On Tuesday night, in the Inwood section of uptown Manhattan, on the famous Dyckman street, African-American protestors were banished.
In a now-viral video that has both “Dyckman” and “Dominican” trending on Twitter, a mob of angry Dominican residents is seen approaching a group of African-American men.
While the men were standing around and apparently protesting, the mob swelled to intimidate them to move In the video, you can hear many male voices warning the group of men to leave quickly.
“You got to get the f&#k out the neighborhood.”
“You better get that sh*t out of here nigga.”
“If you aint from here you got to get the f&*k out”
“It’s best y’all leave.”
The woman who is filming the altercation tries to calm the situation down but it falls on deaf ears. She asks the crowd to “chill out” confirming that the men “not even doing (anything).”
Repeatedly, as the woman filming and the angry mob are shouting at protestors, they use the N-word profusely.
Later in the video, shots are fired. Presumably they were rubber bullets from police, and men are seen fleeing while police vans block the street.
Brown vs. Black?
In a 2007, National Public Radio produced an episode entitled: “Behind Closed Doors: ‘Colorism’ in the Caribbean.
The piece was about the hierarchy of skin color within African American communities. However, it exposed that it’s not just an American thing.
Miami Herald reporter Frances Robles discussed her report on “colorism” in the Dominican Republic.
“I would say it’s a complete denial. I would say that the majority of the black people – particularly in the Dominican Republic – don’t consider themselves black. And I’m talking – not people who look like Hispanic but could be considered black. I’m saying people who are in the United States would be an African-American like any one else. They just don’t see that in themselves.”
The Dominican Republic is the only country in Latin America that got its freedom from, Haiti, a black country. In the 1800s, Haiti freed itself and a few years later it took over the entire of island of Hispaniola.
So for 22 years, the Dominicans were under the rule of the Haitians. And for many years after that, even after they were freed, you have presidents in the Dominican Republic who really instigated a sense that anything Haitian was bad; anything black was bad.

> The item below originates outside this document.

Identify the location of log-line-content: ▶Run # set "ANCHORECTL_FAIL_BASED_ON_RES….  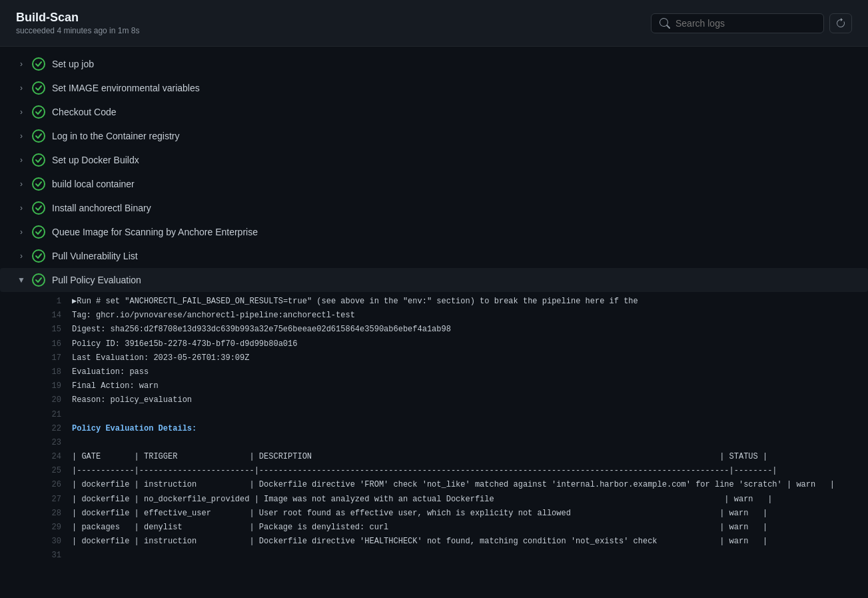
(462, 301).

“So that when you have an island now of, I don’t know, something like 10,000,000 people who believed that blackness and Haitianness is bad, it’s not even our fault, frankly. It’s a historic, learned behavior.”
Cardi B Gets It
In June 2019, Cardi B shared a video touching on race saying, “It’s like, ‘Cardi’s Latin, she’s not Black.’ And it’s like, ‘Bro, my features don’t come from fcking white people fcking, okay?’ And they always wanna race-bait when it comes to me. That’s why I have Afro features.
“A lot of people don’t know the difference between nationality, race, ethnicity and that’s not nobody’s fault,” she said on Instagram Live. “That’s actually the schools’ fault because schools don’t be teaching this s— to people.
“People just don’t be understanding s–t,” Cardi said “It’s like, ‘Cardi’s Latin, she’s not Black.’ And it’s like, bro, my features don’t come from…White people f—ng, okay?’ And they always wanna race-bait when it comes to me…I have Afro features. ‘Oh, but your parents are light-skinned…all right, but my grandparents aren’t.” This situation isn’t the first time the rapper, who is Dominican and Trinidadian, has had to address comments about her race.”
A common misconception about people from the Latin world is that because they speak Spanish they don’t have African roots. Latinos are a group of people from different races brought together by Spanish or Portuguese colonization.
Latinos that identify with this African roots are constantly proving their latinidad due to their race. It’s an ongoing challenge many face in countries like Brazil, Cuba, Puerto Rico, The Dominican Republic, Colombia, and Panama.
Ironically, those countries also have the highest populations of afrodescendientes in the Western Hemisphere.